History
The Mandalay International Airport project was first conceived by the Burmese military government in the mid 1990s as a way to increase overall levels of foreign investment and tourism in Burma. With Yangon boasting the only other international airport for the whole country, the new Mandalay airport was regarded as crucial in achieving a planned passenger growth of 10% year on year. The hope was for Mandalay to become a hub for flights to other major Asian cities, in particular Beijing, Hanoi, Bangkok, Calcutta and Dhaka.
Construction of the airport began in 1996, and the airport was officially opened in September 2000 at a cost of US$150 million. The project was financed through a long-term loan from the Thai ExIm Bank.
The largest and most modern international airport in Burma has never met the high expectations; instead it has come to represent the military junta's money-wasting white elephant projects. The much-expected passenger growth has yet to materialize due to the continued international boycott of Burma as a tourist destination.
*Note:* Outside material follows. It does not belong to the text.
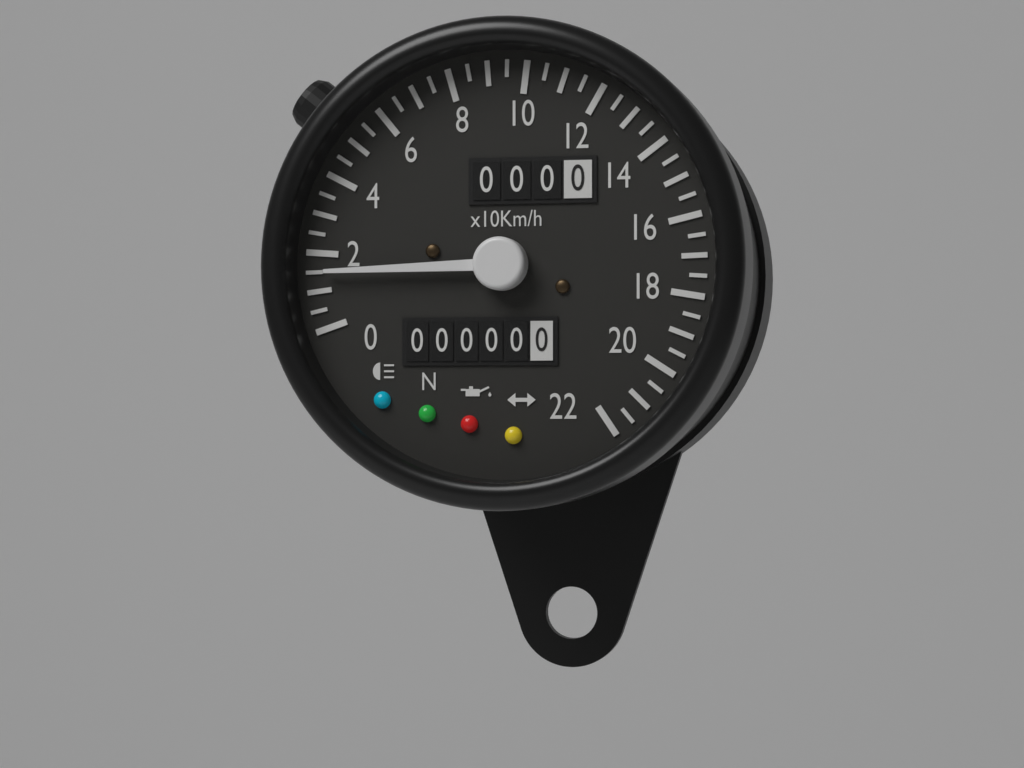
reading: 15 km/h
This has negatively impacted upon the number of people traveling to and from the country, and will continue to affect the ability of Mandalay airport operating to its full capacity. Further development projects at Mandalay Airport and other parts of the country, are undermined by this situation which seems unlikely to improve in the near future.
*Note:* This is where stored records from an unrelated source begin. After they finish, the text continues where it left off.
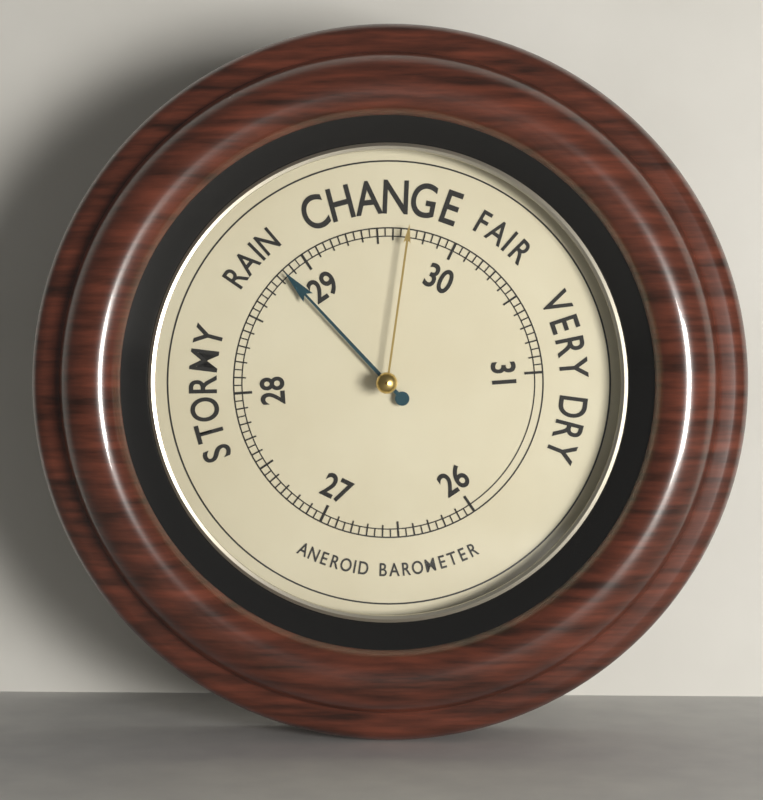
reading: 28.85 (no unit)
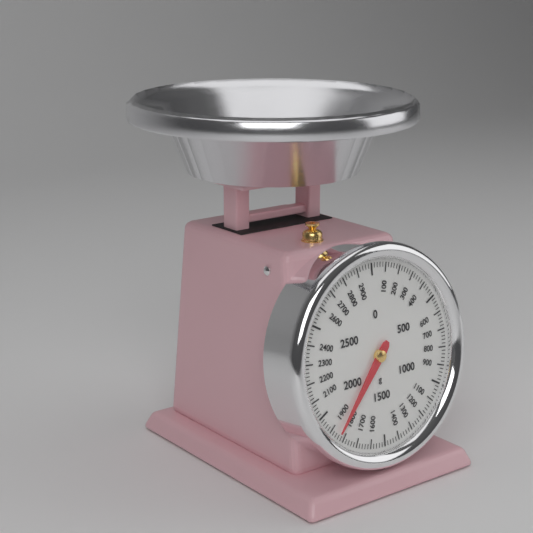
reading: 1840 g
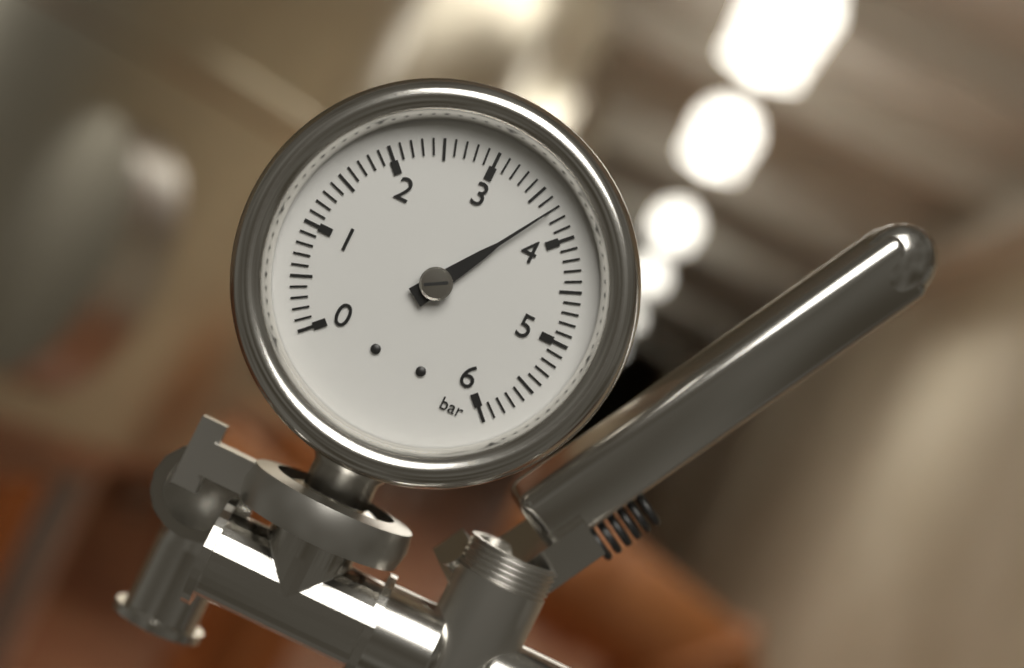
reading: 3.7 bar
Read more about this topic: Mandalay International Airport
Famous quotes containing the word history:
“At present cats have more purchasing power and influence than the poor of this planet. Accidents of geography and colonial history should no longer determine who gets the fish.”
—Derek Wall (b. 1965)
“Books of natural history aim commonly to be hasty schedules, or inventories of Gods property, by some clerk. They do not in the least teach the divine view of nature, but the popular view, or rather the popular method of studying nature, and make haste to conduct the persevering pupil only into that dilemma where the professors always dwell.”
—Henry David Thoreau (18171862)
“... in America ... children are instructed in the virtues of the system they live under, as though history had achieved a happy ending in American civics.”